TRUNCATE - Amazon Redshift

TRUNCATE

Deletes all of the rows from a table without doing a table scan: this operation is a faster alternative to an unqualified DELETE operation. To run a TRUNCATE command, you must be have the TRUNCATE TABLE permission, be the owner of the table, or a superuser. To grant permissions to truncate a table, use the GRANT command.

TRUNCATE is much more efficient than DELETE and doesn't require a VACUUM and ANALYZE. However, be aware that TRUNCATE commits the transaction in which it is run.

Syntax

TRUNCATE [ TABLE ] table_name

The command also works on a materialized view.

TRUNCATE materialized_view_name

Parameters

TABLE

Optional keyword.

table_name

A temporary or persistent table. Only the owner of the table or a superuser may truncate it.

You can truncate any table, including tables that are referenced in foreign-key constraints.

You don't need to vacuum a table after truncating it.

materialized_view_name

A materialized view.

You can truncate a materialized view that is used for Streaming ingestion.

Usage notes

The TRUNCATE command commits the transaction in which it is run; therefore, you can't roll back a TRUNCATE operation, and a TRUNCATE command may commit other operations when it commits itself.

Examples

Use the TRUNCATE command to delete all of the rows from the CATEGORY table:

truncate category;

Attempt to roll back a TRUNCATE operation:

begin; truncate date; rollback; select count(*) from date; count ------- 0 (1 row)

The DATE table remains empty after the ROLLBACK command because the TRUNCATE command committed automatically.

The following example uses the TRUNCATE command to delete all of the rows from a materialized view.

truncate my_materialized_view;

It deletes all records in the materialized view and leaves the materialized view and its schema intact. In the query, the materialized view name is a sample.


--- PROBLEM STATEMENT ---
Starting at the line that contains "Output each element" and ending at the line that contains "List all visible", the lines below are to be given again exactly, with nothing added.

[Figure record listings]
▬▬▬▬▬▬▬▬▬▬

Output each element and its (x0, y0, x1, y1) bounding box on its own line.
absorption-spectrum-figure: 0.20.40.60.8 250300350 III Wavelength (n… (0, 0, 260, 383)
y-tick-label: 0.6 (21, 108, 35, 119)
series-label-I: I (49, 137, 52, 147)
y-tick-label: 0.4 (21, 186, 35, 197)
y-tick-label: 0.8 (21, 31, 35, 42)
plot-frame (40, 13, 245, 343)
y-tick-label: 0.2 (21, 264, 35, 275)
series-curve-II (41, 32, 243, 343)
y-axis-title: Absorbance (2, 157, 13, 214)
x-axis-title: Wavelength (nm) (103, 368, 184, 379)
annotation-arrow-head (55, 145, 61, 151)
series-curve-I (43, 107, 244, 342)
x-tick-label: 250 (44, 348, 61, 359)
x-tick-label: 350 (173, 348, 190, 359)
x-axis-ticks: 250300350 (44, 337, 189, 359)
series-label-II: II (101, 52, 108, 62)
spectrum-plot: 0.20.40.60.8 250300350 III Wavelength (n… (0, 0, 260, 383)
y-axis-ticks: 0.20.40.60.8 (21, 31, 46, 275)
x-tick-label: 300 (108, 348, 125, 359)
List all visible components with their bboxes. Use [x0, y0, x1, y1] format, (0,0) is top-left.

▬▬▬▬▬▬▬▬▬▬

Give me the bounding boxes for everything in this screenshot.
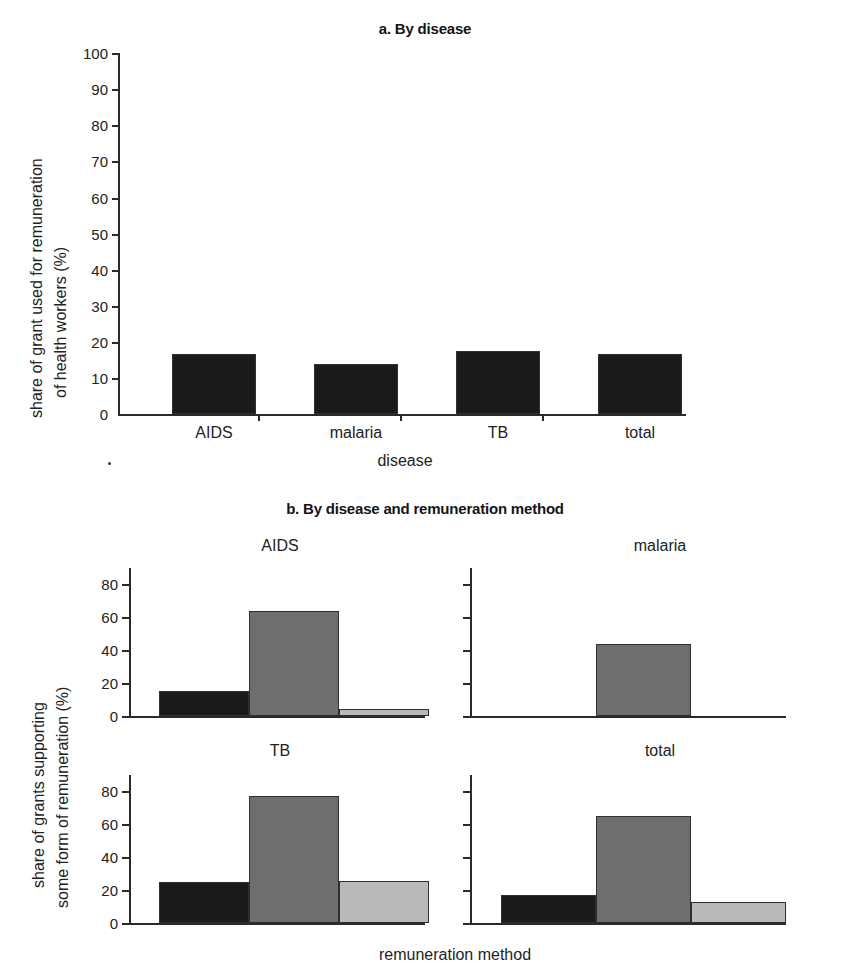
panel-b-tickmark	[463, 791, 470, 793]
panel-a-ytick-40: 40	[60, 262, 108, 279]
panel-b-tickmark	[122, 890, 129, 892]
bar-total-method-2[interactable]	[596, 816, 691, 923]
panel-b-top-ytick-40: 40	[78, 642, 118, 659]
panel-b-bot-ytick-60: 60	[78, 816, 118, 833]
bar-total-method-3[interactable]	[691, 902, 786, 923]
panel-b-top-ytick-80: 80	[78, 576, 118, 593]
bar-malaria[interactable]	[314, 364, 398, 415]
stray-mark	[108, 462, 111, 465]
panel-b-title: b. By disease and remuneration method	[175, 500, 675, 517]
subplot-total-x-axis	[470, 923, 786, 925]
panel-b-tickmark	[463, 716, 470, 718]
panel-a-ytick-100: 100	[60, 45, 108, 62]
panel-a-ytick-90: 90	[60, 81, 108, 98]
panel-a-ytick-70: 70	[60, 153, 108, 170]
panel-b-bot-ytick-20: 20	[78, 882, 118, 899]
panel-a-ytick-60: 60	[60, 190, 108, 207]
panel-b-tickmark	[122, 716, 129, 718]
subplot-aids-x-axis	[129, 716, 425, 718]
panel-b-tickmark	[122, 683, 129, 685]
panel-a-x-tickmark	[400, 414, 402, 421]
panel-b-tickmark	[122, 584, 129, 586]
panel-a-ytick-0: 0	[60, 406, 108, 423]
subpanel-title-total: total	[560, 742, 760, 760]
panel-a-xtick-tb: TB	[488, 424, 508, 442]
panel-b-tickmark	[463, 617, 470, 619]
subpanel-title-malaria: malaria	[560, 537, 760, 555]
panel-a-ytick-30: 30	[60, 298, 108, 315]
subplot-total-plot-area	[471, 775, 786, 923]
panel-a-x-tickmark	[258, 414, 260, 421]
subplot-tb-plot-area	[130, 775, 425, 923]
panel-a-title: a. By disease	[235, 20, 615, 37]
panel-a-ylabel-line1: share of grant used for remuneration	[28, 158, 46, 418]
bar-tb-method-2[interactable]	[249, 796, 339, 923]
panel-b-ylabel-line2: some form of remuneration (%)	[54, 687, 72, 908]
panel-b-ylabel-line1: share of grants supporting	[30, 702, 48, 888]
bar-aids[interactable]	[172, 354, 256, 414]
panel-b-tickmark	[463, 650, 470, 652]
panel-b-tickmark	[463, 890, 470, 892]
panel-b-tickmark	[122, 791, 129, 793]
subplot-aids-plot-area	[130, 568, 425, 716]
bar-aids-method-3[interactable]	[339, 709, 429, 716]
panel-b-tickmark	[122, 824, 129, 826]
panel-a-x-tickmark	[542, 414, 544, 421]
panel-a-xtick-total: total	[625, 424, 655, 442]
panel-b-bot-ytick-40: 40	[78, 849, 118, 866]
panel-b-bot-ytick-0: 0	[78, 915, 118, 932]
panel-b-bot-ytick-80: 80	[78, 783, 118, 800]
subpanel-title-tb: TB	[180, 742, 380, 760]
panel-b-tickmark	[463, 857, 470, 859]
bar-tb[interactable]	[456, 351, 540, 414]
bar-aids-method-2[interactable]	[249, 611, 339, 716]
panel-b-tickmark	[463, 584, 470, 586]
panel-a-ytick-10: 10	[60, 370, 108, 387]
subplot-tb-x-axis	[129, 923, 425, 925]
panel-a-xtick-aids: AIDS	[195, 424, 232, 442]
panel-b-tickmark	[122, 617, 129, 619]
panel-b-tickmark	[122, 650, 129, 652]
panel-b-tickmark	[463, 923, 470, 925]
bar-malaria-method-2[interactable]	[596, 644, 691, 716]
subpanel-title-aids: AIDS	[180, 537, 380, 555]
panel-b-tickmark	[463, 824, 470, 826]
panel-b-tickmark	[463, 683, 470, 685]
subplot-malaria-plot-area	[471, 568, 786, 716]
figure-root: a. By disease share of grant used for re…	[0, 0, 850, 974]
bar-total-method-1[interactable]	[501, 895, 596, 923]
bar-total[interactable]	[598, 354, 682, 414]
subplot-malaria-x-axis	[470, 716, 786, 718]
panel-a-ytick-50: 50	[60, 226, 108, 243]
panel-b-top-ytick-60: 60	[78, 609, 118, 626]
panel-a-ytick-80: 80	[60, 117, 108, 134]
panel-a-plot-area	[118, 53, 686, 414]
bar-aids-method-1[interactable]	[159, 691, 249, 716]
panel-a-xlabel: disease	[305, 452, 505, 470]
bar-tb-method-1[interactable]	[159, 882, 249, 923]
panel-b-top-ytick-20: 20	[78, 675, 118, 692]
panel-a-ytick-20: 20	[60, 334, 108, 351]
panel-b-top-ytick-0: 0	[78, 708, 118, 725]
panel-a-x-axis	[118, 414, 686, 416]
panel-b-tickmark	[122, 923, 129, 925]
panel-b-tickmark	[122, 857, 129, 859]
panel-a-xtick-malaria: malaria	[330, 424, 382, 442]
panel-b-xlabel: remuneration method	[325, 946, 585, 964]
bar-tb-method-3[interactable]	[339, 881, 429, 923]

▬▬▬▬▬▬▬▬▬▬

--- PROBLEM SOLUTION ---
Output each element and its (x0, y0, x1, y1) bounding box on its own line.
absorption-spectrum-figure: 0.20.40.60.8 250300350 III Wavelength (n… (0, 0, 260, 383)
y-tick-label: 0.6 (21, 108, 35, 119)
series-label-I: I (49, 137, 52, 147)
y-tick-label: 0.4 (21, 186, 35, 197)
y-tick-label: 0.8 (21, 31, 35, 42)
plot-frame (40, 13, 245, 343)
y-tick-label: 0.2 (21, 264, 35, 275)
series-curve-II (41, 32, 243, 343)
y-axis-title: Absorbance (2, 157, 13, 214)
x-axis-title: Wavelength (nm) (103, 368, 184, 379)
annotation-arrow-head (55, 145, 61, 151)
series-curve-I (43, 107, 244, 342)
x-tick-label: 250 (44, 348, 61, 359)
x-tick-label: 350 (173, 348, 190, 359)
x-axis-ticks: 250300350 (44, 337, 189, 359)
series-label-II: II (101, 52, 108, 62)
spectrum-plot: 0.20.40.60.8 250300350 III Wavelength (n… (0, 0, 260, 383)
y-axis-ticks: 0.20.40.60.8 (21, 31, 46, 275)
x-tick-label: 300 (108, 348, 125, 359)
List all visible components with their bboxes. Use [x0, y0, x1, y1] format, (0,0) is top-left.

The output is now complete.